Renowned scientist Dr. Ajai Kumar Sonkar, awarded with Padmashree, told our correspondent in a conversation that recently, during the study of species diversity of organisms in the South Andaman sea, an investigation was conducted by him, collected samples from 3 feet below the sand of the bottom of the sea about 150 feet deep. Laboratory testing revealed the presence of hydrogen sulphide in the sample.

Hydrogen sulphide is a very poisonous gas for all living beings and plants including humans, but for some bacterias, Hydrogen Sulphide is a life-giving gas, and oxygen is a deadly gas for them.

Naturally, Hydrogen Sulphide is produced by decomposing organic matter, dying and decaying organisms, crude petroleum, natural gas, volcanic gases, liquid manure, sewage and in the absence of oxygen.

If only 500 of its molecules are mixed in 1 million molecules of air, it can kill a person within five minutes, and a concentration of more than 700 ppm can cause the death of even the largest organisms in less than a second. This dangerous chemical is sitting at the bottom of the ocean.

Dr. Ajai told that the ocean has a circulatory system under which the water at the South and North Pole collects oxygen from the cold winds blowing from the Arctic and Antarctic. Cold water, being heavy in desity sinks to the dark bottom of the ocean, where it also takes oxygen with it to the bottom. There it is used by the organisms living on the bottom, from there this oxygenated water flows in the dark bottom of the ocean and reaches the equator and as the temperature increases, it comes to the surface and comes out. In this way this life-giving cycle continues. Through this excellent circulation system, oxygen is supplied to the dark bottom of the sea.

But due to our destructive development activities the environment has become sick and the earth is continuously getting warmer.

When the surface water of the ocean becomes warm, it becomes less dense than the water at the bottom and cannot sink to the bottom. Due to which such a system is formed that stops oxygen reaching the bottom.

When in the coming time, the surface water of the sea at the North and South Pole would get heated, then that water will stop going to the bottom of the sea, due to which oxygen will stop reaching the bottom. If oxygen does not go to the deep water, then the bacterias producing hydrogen sulphide will proliferate very fast. They will grow and fill that sea with poisonous violet sludge, then a cloud of yellow hydrogen sulphide will rise due to which there will be mass destruction of all the animals and plants in the sea and on the earth.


State how many lines in the records hold the word "bounding", giving the number and no other text.
==== SOURCE DATA
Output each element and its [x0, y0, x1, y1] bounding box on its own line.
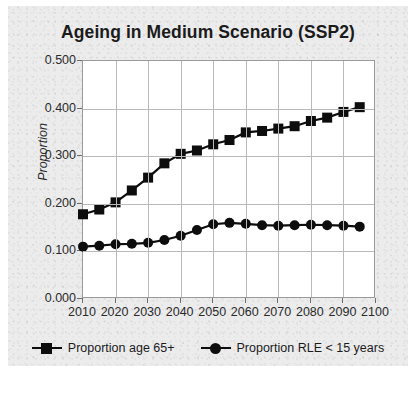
data-point-circle	[290, 220, 300, 230]
grid-line-vertical	[213, 61, 214, 297]
x-axis-tick	[277, 298, 278, 303]
x-axis-tick	[342, 298, 343, 303]
legend-entry-age65: Proportion age 65+	[32, 341, 175, 355]
y-axis-tick-label: 0.200	[30, 196, 76, 210]
grid-line-vertical	[343, 61, 344, 297]
legend-label: Proportion RLE < 15 years	[237, 341, 385, 355]
x-axis-tick	[82, 298, 83, 303]
x-axis-tick-marks	[82, 298, 375, 304]
data-point-circle	[94, 241, 104, 251]
data-point-circle	[159, 235, 169, 245]
data-point-square	[322, 113, 332, 123]
x-axis-tick-labels: 2010202020302040205020602070208020902100	[82, 305, 375, 321]
data-point-square	[78, 209, 88, 219]
data-point-circle	[192, 225, 202, 235]
data-point-circle	[257, 220, 267, 230]
data-point-square	[257, 126, 267, 136]
grid-line-vertical	[278, 61, 279, 297]
y-axis-tick-label: 0.300	[30, 148, 76, 162]
grid-line-horizontal	[83, 251, 374, 252]
data-point-square	[94, 205, 104, 215]
grid-line-horizontal	[83, 109, 374, 110]
grid-line-vertical	[181, 61, 182, 297]
plot-area	[82, 60, 375, 298]
legend-label: Proportion age 65+	[68, 341, 175, 355]
y-axis-tick-label: 0.500	[30, 53, 76, 67]
chart-figure: Ageing in Medium Scenario (SSP2) Proport…	[0, 0, 416, 396]
data-point-circle	[127, 239, 137, 249]
x-axis-tick	[115, 298, 116, 303]
data-point-circle	[322, 220, 332, 230]
x-axis-tick	[310, 298, 311, 303]
series-rle	[78, 218, 365, 252]
x-axis-tick-label: 2100	[355, 305, 395, 319]
series-line	[83, 223, 360, 247]
grid-line-vertical	[246, 61, 247, 297]
series-age65	[78, 102, 365, 219]
chart-title: Ageing in Medium Scenario (SSP2)	[8, 22, 408, 43]
data-point-circle	[355, 222, 365, 232]
x-axis-tick	[375, 298, 376, 303]
data-point-square	[290, 121, 300, 131]
series-line	[83, 107, 360, 214]
square-marker-icon	[32, 341, 62, 355]
x-axis-tick	[212, 298, 213, 303]
y-axis-tick-label: 0.400	[30, 101, 76, 115]
data-point-circle	[225, 218, 235, 228]
legend-entry-rle: Proportion RLE < 15 years	[201, 341, 385, 355]
series-layer	[83, 61, 376, 299]
data-point-square	[355, 102, 365, 112]
grid-line-vertical	[148, 61, 149, 297]
data-point-circle	[78, 242, 88, 252]
y-axis-tick-label: 0.100	[30, 243, 76, 257]
x-axis-tick	[180, 298, 181, 303]
circle-marker-icon	[201, 341, 231, 355]
data-point-square	[225, 135, 235, 145]
grid-line-vertical	[116, 61, 117, 297]
chart-legend: Proportion age 65+ Proportion RLE < 15 y…	[8, 336, 408, 360]
y-axis-tick-label: 0.000	[30, 291, 76, 305]
y-axis-tick-labels: 0.0000.1000.2000.3000.4000.500	[28, 60, 76, 298]
x-axis-tick	[147, 298, 148, 303]
grid-line-vertical	[311, 61, 312, 297]
x-axis-tick	[245, 298, 246, 303]
data-point-square	[192, 145, 202, 155]
data-point-square	[159, 158, 169, 168]
data-point-square	[127, 185, 137, 195]
grid-line-horizontal	[83, 204, 374, 205]
grid-line-horizontal	[83, 156, 374, 157]
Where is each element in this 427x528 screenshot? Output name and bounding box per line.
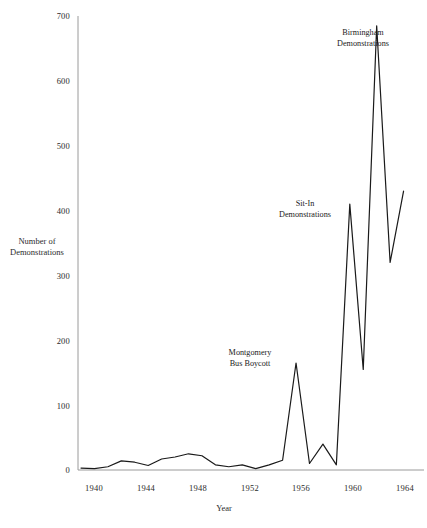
chart-figure: 700 600 500 400 300 200 100 0 Number of …: [0, 0, 427, 528]
data-series-line: [81, 26, 404, 469]
plot-area: [0, 0, 427, 528]
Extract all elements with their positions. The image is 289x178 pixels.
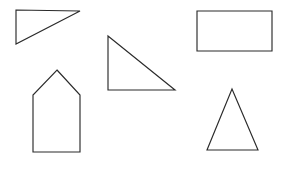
pentagon-house-bottom-left bbox=[33, 70, 80, 152]
right-triangle-middle bbox=[108, 36, 175, 90]
shapes-canvas bbox=[0, 0, 289, 178]
right-triangle-top-left bbox=[16, 10, 80, 44]
rectangle-top-right bbox=[197, 11, 272, 51]
shape-drawing-surface bbox=[0, 0, 289, 178]
triangle-bottom-right bbox=[207, 89, 258, 150]
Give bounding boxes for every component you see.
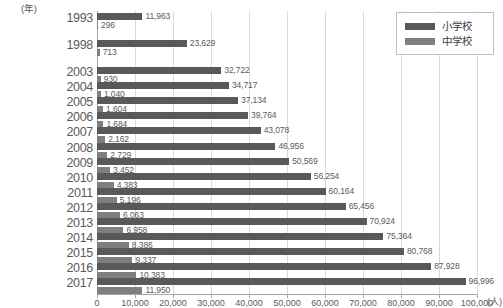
legend-swatch xyxy=(405,23,435,30)
bar-primary xyxy=(97,278,466,285)
bar-value-label: 23,629 xyxy=(190,39,215,48)
bar-value-label: 56,254 xyxy=(314,172,339,181)
legend-swatch xyxy=(405,38,435,45)
x-axis-tick-label: 10,000 xyxy=(121,299,149,308)
bar-primary xyxy=(97,112,248,119)
x-axis-tick-label: 30,000 xyxy=(197,299,225,308)
x-axis-tick-label: 90,000 xyxy=(425,299,453,308)
category-label: 2012 xyxy=(1,202,93,215)
category-label: 2006 xyxy=(1,111,93,124)
bar-primary xyxy=(97,158,289,165)
bar-value-label: 32,722 xyxy=(224,66,249,75)
x-axis-tick-label: 70,000 xyxy=(349,299,377,308)
bar-value-label: 80,768 xyxy=(407,247,432,256)
chart-row: 96,99611,950 xyxy=(97,278,477,295)
bar-primary xyxy=(97,97,238,104)
bar-primary xyxy=(97,263,431,270)
bar-primary xyxy=(97,188,326,195)
category-label: 2014 xyxy=(1,232,93,245)
category-label: 2008 xyxy=(1,142,93,155)
legend-item[interactable]: 小学校 xyxy=(405,19,493,34)
category-label: 2007 xyxy=(1,126,93,139)
bar-value-label: 50,569 xyxy=(292,157,317,166)
category-label: 2010 xyxy=(1,172,93,185)
bar-primary xyxy=(97,203,346,210)
category-label: 1993 xyxy=(1,12,93,25)
category-label: 2004 xyxy=(1,81,93,94)
x-axis-tick-label: 60,000 xyxy=(311,299,339,308)
bar-value-label: 96,996 xyxy=(469,277,494,286)
category-label: 2016 xyxy=(1,262,93,275)
category-label: 2009 xyxy=(1,157,93,170)
bar-value-label: 39,764 xyxy=(251,111,276,120)
bar-secondary xyxy=(97,22,98,29)
x-axis-tick-label: 100,000 xyxy=(461,299,494,308)
bar-value-label: 34,717 xyxy=(232,81,257,90)
bar-primary xyxy=(97,143,275,150)
bar-primary xyxy=(97,13,142,20)
legend-label: 小学校 xyxy=(442,21,472,32)
x-axis-tick-label: 20,000 xyxy=(159,299,187,308)
bar-value-label: 87,928 xyxy=(434,262,459,271)
x-axis-tick-label: 0 xyxy=(94,299,99,308)
bar-primary xyxy=(97,218,367,225)
bar-value-label: 43,078 xyxy=(264,126,289,135)
bar-value-label: 75,364 xyxy=(386,232,411,241)
category-label: 2011 xyxy=(1,187,93,200)
category-label: 2017 xyxy=(1,277,93,290)
category-axis: 1993199820032004200520062007200820092010… xyxy=(0,11,93,294)
category-label: 2003 xyxy=(1,66,93,79)
legend-item[interactable]: 中学校 xyxy=(405,34,493,49)
category-label: 2013 xyxy=(1,217,93,230)
bar-primary xyxy=(97,127,261,134)
bar-primary xyxy=(97,173,311,180)
bar-value-label: 60,164 xyxy=(329,187,354,196)
x-axis-tick-label: 50,000 xyxy=(273,299,301,308)
category-label: 2015 xyxy=(1,247,93,260)
x-axis-tick-label: 80,000 xyxy=(387,299,415,308)
bar-primary xyxy=(97,233,383,240)
legend: 小学校中学校 xyxy=(396,12,494,55)
bar-primary xyxy=(97,40,187,47)
category-label: 1998 xyxy=(1,39,93,52)
bar-value-label: 713 xyxy=(103,48,117,57)
bar-secondary xyxy=(97,49,100,56)
category-label: 2005 xyxy=(1,96,93,109)
bar-primary xyxy=(97,82,229,89)
bar-value-label: 46,956 xyxy=(278,142,303,151)
bar-value-label: 37,134 xyxy=(241,96,266,105)
bar-value-label: 11,963 xyxy=(145,12,170,21)
bar-primary xyxy=(97,248,404,255)
legend-label: 中学校 xyxy=(442,36,472,47)
bar-value-label: 70,924 xyxy=(370,217,395,226)
bar-value-label: 65,456 xyxy=(349,202,374,211)
x-axis-tick-label: 40,000 xyxy=(235,299,263,308)
bar-value-label: 296 xyxy=(101,21,115,30)
bar-primary xyxy=(97,67,221,74)
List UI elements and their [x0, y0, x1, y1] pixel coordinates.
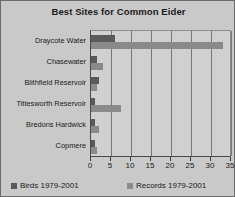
legend-entry: Records 1979-2001	[127, 181, 206, 190]
x-axis-tick-label: 20	[160, 161, 180, 170]
legend-entry: Birds 1979-2001	[11, 181, 79, 190]
bar-birds	[91, 140, 95, 147]
bar-birds	[91, 98, 95, 105]
bar-birds	[91, 35, 115, 42]
x-axis-tick-label: 15	[140, 161, 160, 170]
gridline	[111, 31, 112, 156]
category-label: Draycote Water	[1, 37, 86, 45]
gridline	[131, 31, 132, 156]
x-axis-tick-label: 30	[200, 161, 220, 170]
bar-birds	[91, 119, 95, 126]
bar-records	[91, 126, 99, 133]
gridline	[231, 31, 232, 156]
bar-group	[91, 35, 231, 49]
chart-title: Best Sites for Common Eider	[1, 6, 235, 17]
category-label: Blithfield Reservoir	[1, 79, 86, 87]
x-axis-tick-labels: 05101520253035	[90, 161, 231, 173]
bar-group	[91, 77, 231, 91]
x-axis-tick-label: 5	[100, 161, 120, 170]
legend-swatch-icon	[127, 183, 133, 189]
x-axis-tick-label: 0	[80, 161, 100, 170]
category-label: Bredons Hardwick	[1, 121, 86, 129]
plot-wrapper: Draycote WaterChasewaterBlithfield Reser…	[1, 27, 235, 167]
category-label: Chasewater	[1, 58, 86, 66]
plot-area	[90, 30, 231, 157]
category-label: Copmere	[1, 142, 86, 150]
category-label: Tittesworth Reservoir	[1, 100, 86, 108]
x-axis-tick-label: 10	[120, 161, 140, 170]
bar-birds	[91, 77, 99, 84]
legend-label: Birds 1979-2001	[20, 181, 79, 190]
bar-group	[91, 119, 231, 133]
bar-records	[91, 63, 103, 70]
gridline	[211, 31, 212, 156]
bar-group	[91, 98, 231, 112]
category-axis-labels: Draycote WaterChasewaterBlithfield Reser…	[1, 27, 89, 157]
bar-group	[91, 140, 231, 154]
gridline	[171, 31, 172, 156]
legend-swatch-icon	[11, 183, 17, 189]
bar-birds	[91, 56, 97, 63]
legend-label: Records 1979-2001	[136, 181, 206, 190]
gridline	[191, 31, 192, 156]
chart-container: Best Sites for Common Eider Draycote Wat…	[0, 0, 235, 197]
x-axis-tick-label: 35	[220, 161, 235, 170]
bar-records	[91, 84, 97, 91]
bar-group	[91, 56, 231, 70]
chart-legend: Birds 1979-2001Records 1979-2001	[1, 181, 235, 195]
bar-records	[91, 147, 97, 154]
bar-records	[91, 42, 223, 49]
x-axis-tick-label: 25	[180, 161, 200, 170]
bar-records	[91, 105, 121, 112]
gridline	[151, 31, 152, 156]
========
### SOLUTION TO THIS TASK
3